The New York Times, 1876

Real Fans and Frequency

Combo strategists recognized early that a gating system that relied on standard verification systems or captcha would easily be overrun by scalpers and their bots. And so rather than keeping scalpers off platform, the strategy team focused on creating a system that would penalize their behavioral instincts to indiscriminately buy every ticket available. Real fans operate in exactly the opposite manner. They save their hard-earned money so that they have the resources to purchase that one ticket to a Taylor Swift concert or a New York Jets’ playoff game they’ve been waiting for their whole lives. This dedication and sacrifice the real fans make, waiting patiently for the opportunity to attend that one special event, enabled Combo to design a frequency-spectrum-gating model focused on the radically different behaviors of scalpers and real fans.

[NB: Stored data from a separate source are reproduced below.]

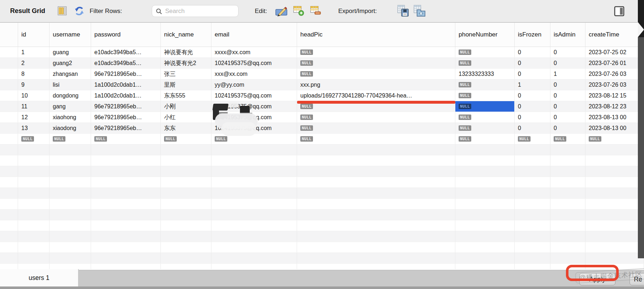 This screenshot has height=289, width=644. Describe the element at coordinates (34, 139) in the screenshot. I see `cell-id: NULL` at that location.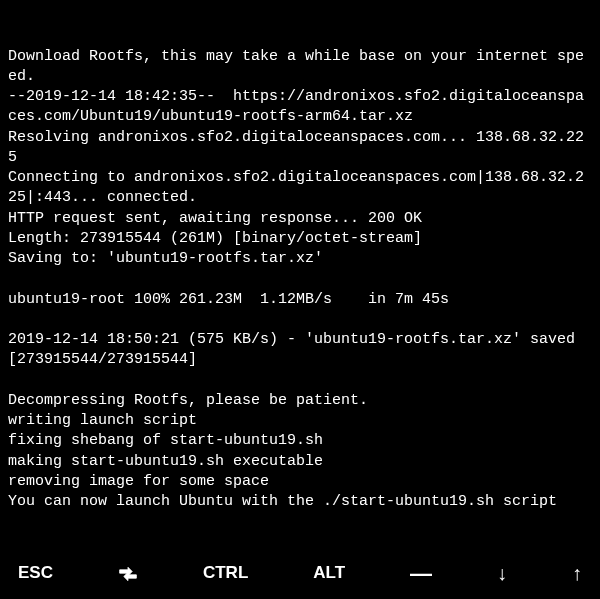  What do you see at coordinates (300, 239) in the screenshot?
I see `terminal-line: Length: 273915544 (261M) [binary/octet-s…` at bounding box center [300, 239].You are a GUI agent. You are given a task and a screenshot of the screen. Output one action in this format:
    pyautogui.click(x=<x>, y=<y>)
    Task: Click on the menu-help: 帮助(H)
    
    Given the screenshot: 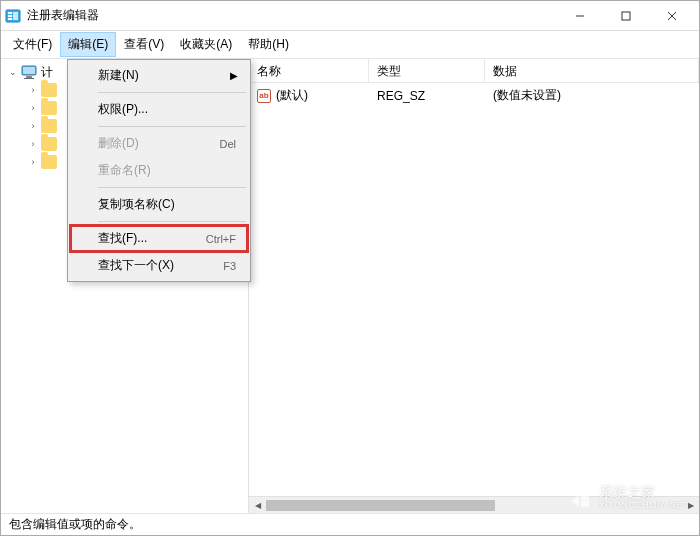 What is the action you would take?
    pyautogui.click(x=268, y=44)
    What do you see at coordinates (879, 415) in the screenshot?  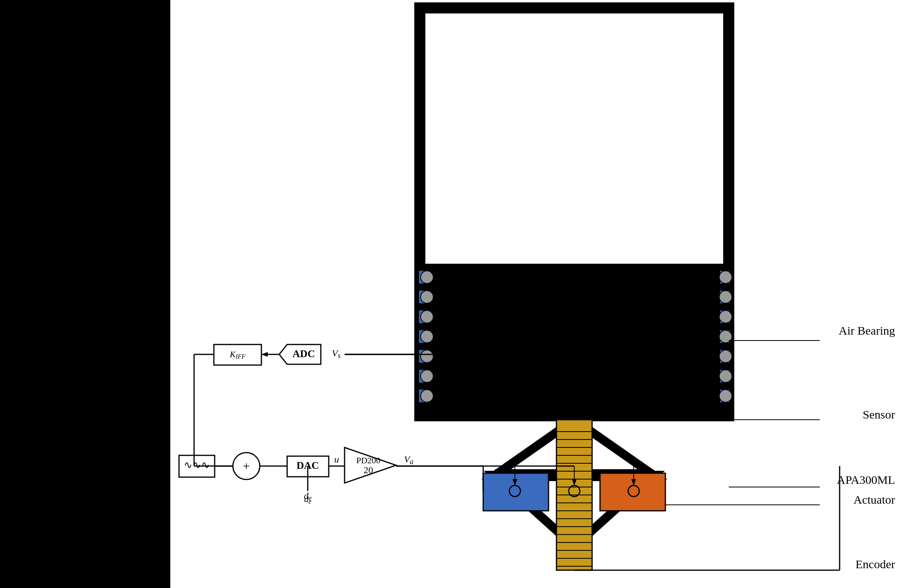 I see `sensor-label: Sensor` at bounding box center [879, 415].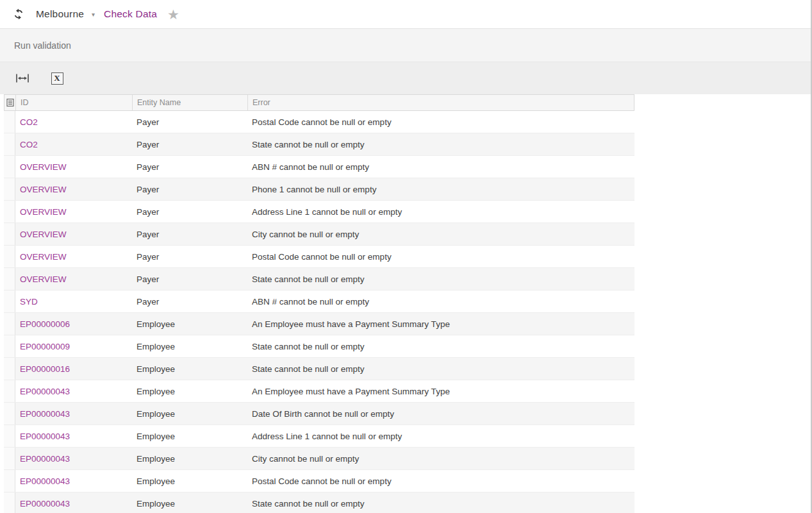 Image resolution: width=812 pixels, height=513 pixels. I want to click on row-id-link: SYD, so click(29, 301).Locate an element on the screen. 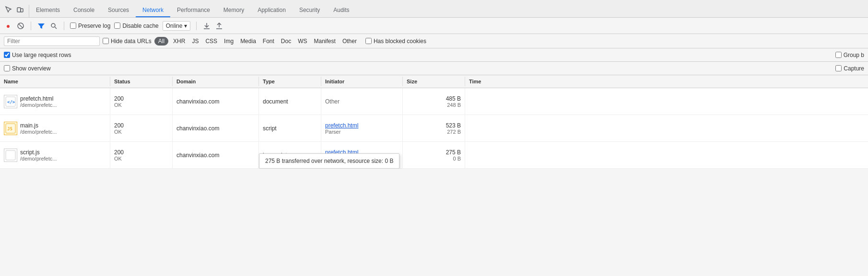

Nearly 40% of ticketing traffic is comprised of ‘bad bots.’
IQ Magazine

Simplified Model Design

With this guiding framework, Combo strategists still had to create a model that established interference between intent and purchase to block scalpers. Strategists did this through a ranking design that rewarded inaction and penalized aggressive engagement. Through various brand touchpoints, the team created an access ranking that ensured real fans’ discerning purchase patterns were married to more open access to the premiere event tickets they sought and then blocked access to scalpers and bots who we could identify by their rapid purchase patterns.